5 For discussion of this ‘inverted spectrum’ argument, see Locke, John, An Essay
Concerning Human Understanding, ed., Peter H. Nidditch, (Oxford: Clarendon Press
1979), II.xxxii.15; Wittgenstein, Ludwig, Philosophical Investigations (3rd edn.), (New
York: Macmillan, 1958), Sec. 272, and Shoemaker, Sydney, ‘The Inverted Spectrum’,
Journal of Philosophy, 79:2 (1982), 357-81.
6 Quotations are from The Philosophical Writings of Descartes, Vols. 1, 2, and 3
trans. John Cottingham, Robert Stootfhoff and Dugald Murdoch (Vols. 1 and 2) together
with Anthony Kenny (Vol. 3) (Cambridge: Cambridge University Press, 1985, 1984, and
1991), cited respectively as CSM 1, CSM 2, and CSMK. Reference is also made to Adam
and Tannery’s Oeuvres de Descartes, Vols. 1-12 (Paris: J. Vrin, 1983) (cited as AT,
followed by the relevant volume number).
7 See Frankfurt, Harry, ‘Descartes on the Creation of the Eternal Truths’,
Philosophical Review, 86 (1977), 36-57; Curley, E.M., ‘Descartes on the Creation of the
Eternal Truths’, Philosophical Review, 93 (1984), 569-97; Bennett, Jonathan,
‘Descartes’s Theory of Modality’, Philosophical Review, 103 (1994), 639-67.
25
8 Although one that has been defended; see Mills, Eugene, ‘Interactionism and
Overdetermination’, American Philosophical Quarterly, 33 (1996), 105-17.

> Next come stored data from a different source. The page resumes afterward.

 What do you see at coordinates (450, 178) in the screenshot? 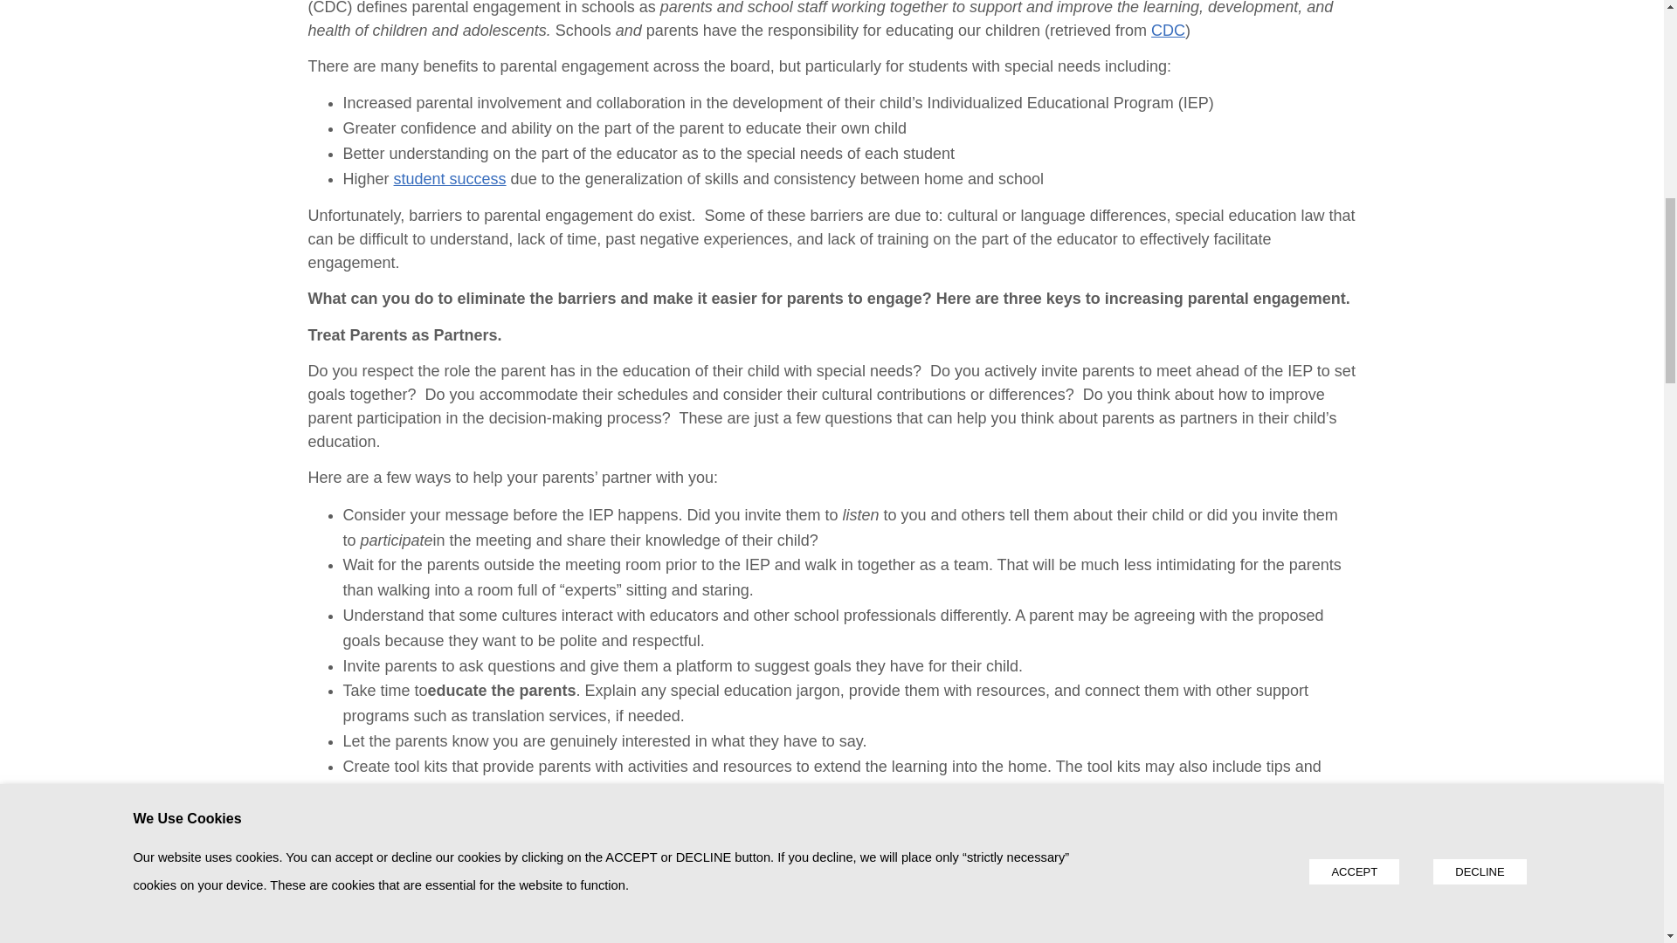
I see `student success` at bounding box center [450, 178].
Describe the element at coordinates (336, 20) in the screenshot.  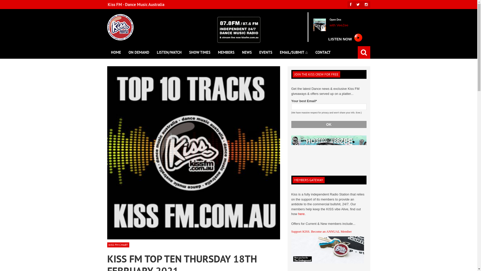
I see `Open Dex` at that location.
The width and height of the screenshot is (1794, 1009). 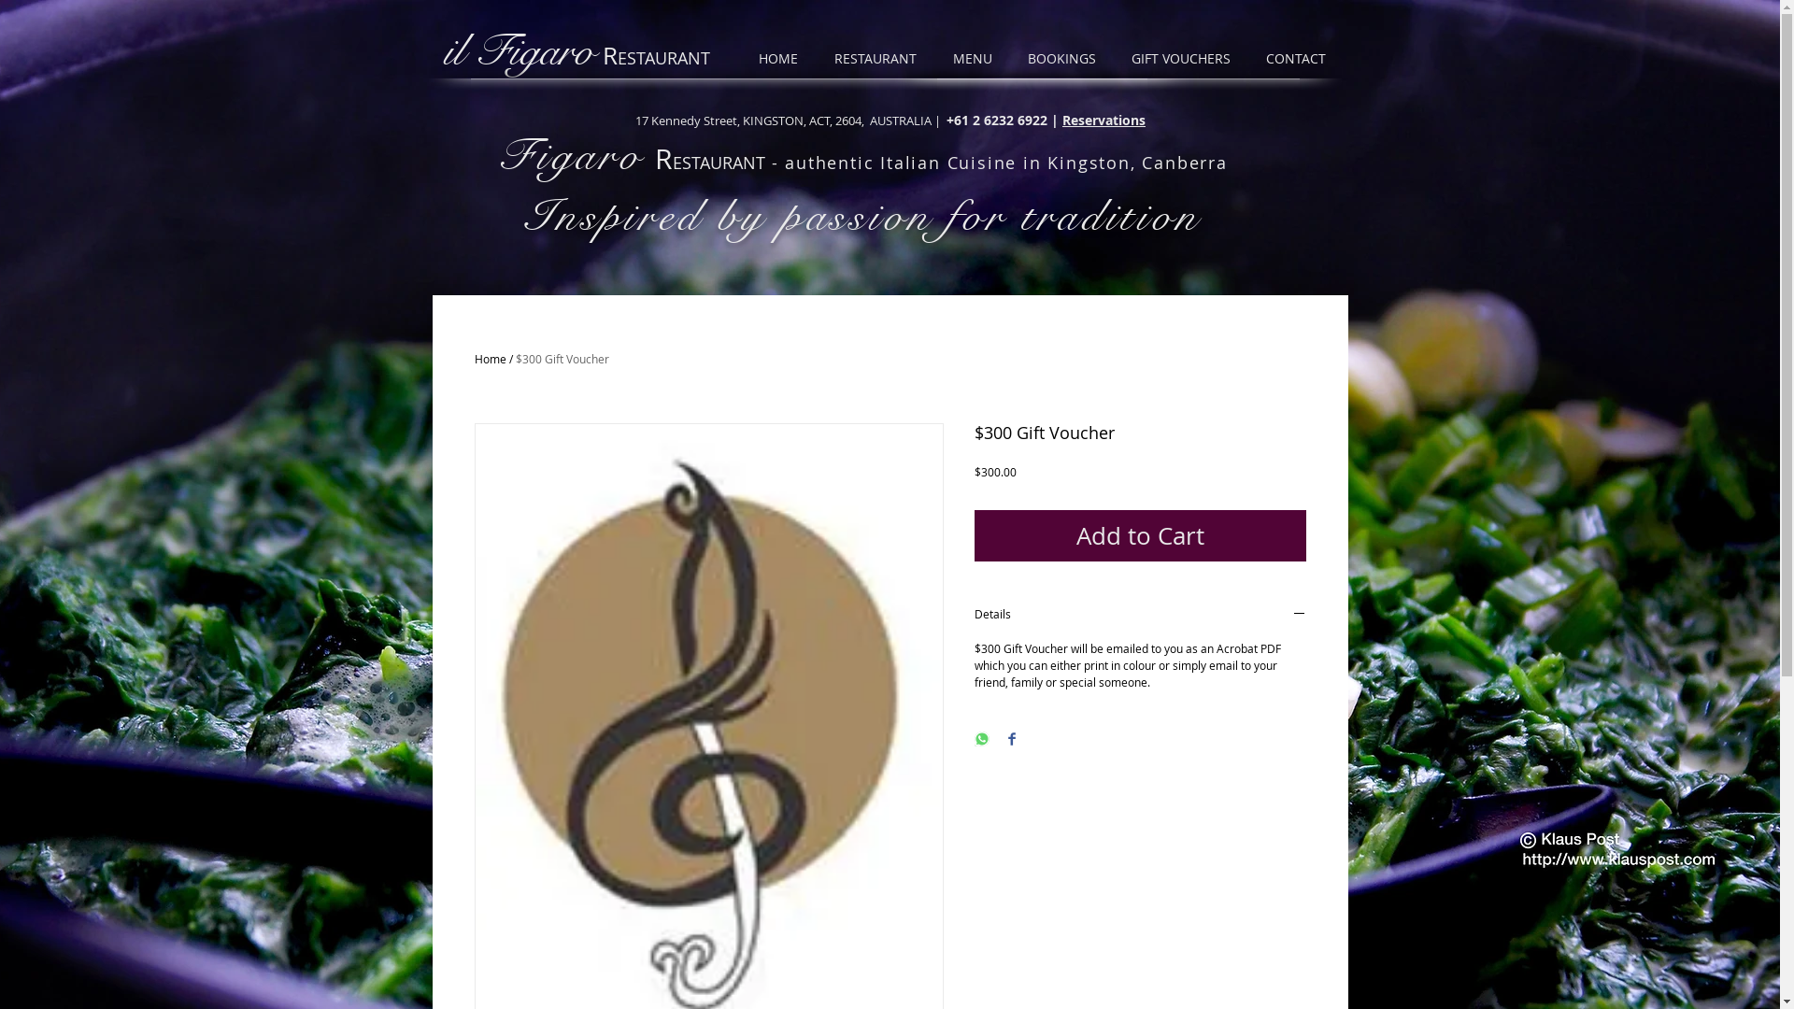 I want to click on GIFT VOUCHERS, so click(x=1185, y=59).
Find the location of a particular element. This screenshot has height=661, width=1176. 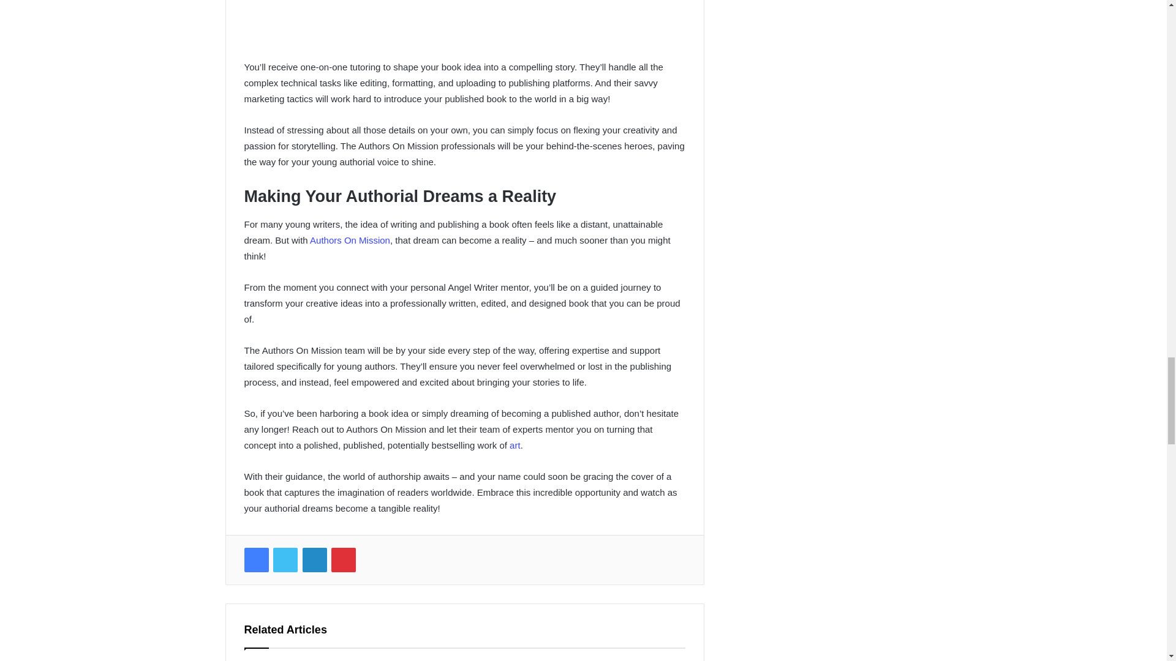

9 See Leibniz’s letter to Arnauld of April 30, 1687 Leibniz in Ariew, Roger, &
Garber, Daniel (eds), Philosophical Essays, (Indianapolis: Hackett 1989), 81-90 and Sec.
80 of Leibniz’s Monadology in Ariew & Garber, 213-5.
10 See Garber, Daniel, Descartes’ Metaphysical Physics, (Chicago: University of
Chicago Press:1992), 303.
11 See Secada, Jorge, Cartesian Metaphysics: The Scholastic Origins of Modern
Philosophy, (Cambridge: Cambridge University Press 2000), 105-7.
12 See, e.g., Williams, Bernard, Descartes: The Project of Pure Enquiry, (Penguin:
Harmondsworth, 1978),111-4; Kenny, Anthony, Descartes: A Study of His Philosophy.
(New York: Garland 1987), 86-95.
13 See Cottingham, John, ‘Cartesian Trialism’ Mind, 94:1985, 218-30.
14 In Sec. 17 of the Monadology, Ariew and Garber, 215.
26
15 This apt metaphor is borrowed from Baker, Gordon, & Morris, Katherine J.,
Descartes’ Dualism, (London and New York: Routledge) 1996, 148.